Fortunately, the black plastic shell of the Mad River Rocket doesn't garner a lot of attention. I climbed halfway up the hill and deliberately stepped off to a side where no one had been sliding. I remembered Henry's warning that the sled was at its best in soft powder. I knelt and strapped myself in, hopped to twist so I was headed downhill, and - whoosh - I was off so quickly that I seemed to leave sound behind. This sled is an aptly named speed demon. In the sudden silence I was already down the hill and streaking across the field.

I walked back up and tried sliding through powder carving turns. I held the edge of the sled, tilted my body like turning on a bicycle, and shifted my weight from one knee to the other, rather like pushing turns in a kayak. The sled followed every movement. It seemed too good to be true.

It was.

Emboldened and exhilarated, I took the Mad River Rocket all the way to the top, waited until I had a clear hill, and sent myself down on a tangent, carving turns first one way, then the other.
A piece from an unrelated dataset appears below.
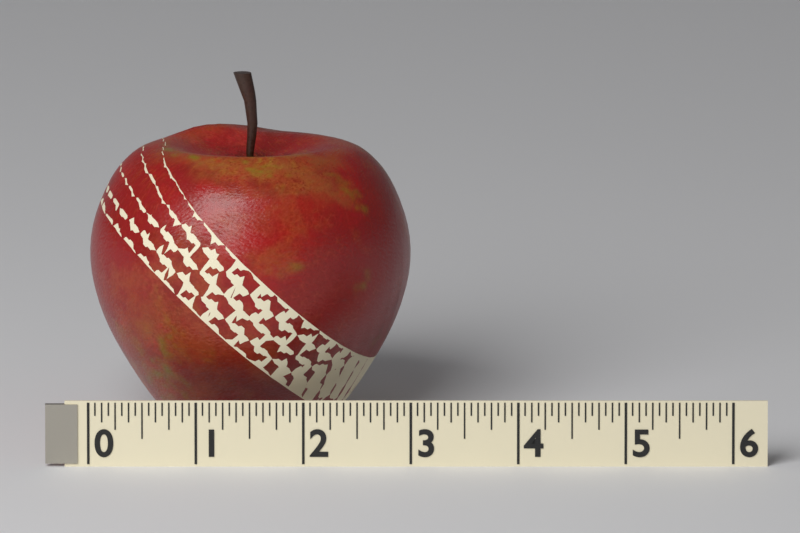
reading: 3.0000 (no unit)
Then I crossed the hard-packed snow where everyone else had been sledding and the channels in the bottom lost their grip. I went over sideways and instinctively tucked my head down in the kneeling position, bounced once on my back, rolled sideways again, bounced on my back again, and somehow managed to come upright and pointed downhill to complete the run. The football players applauded.

When I walked in stiffly to return the sleds at the end of the day, Henry asked how it had gone. I explained my inadvertent sideways double somersault without catching any air. He laughed. "Around here we call that a dinner roll," he said, a mocking reference to freestyle skiing hotdog Jonny Moseley's signature trick.

Moseley does it without bouncing off the slope.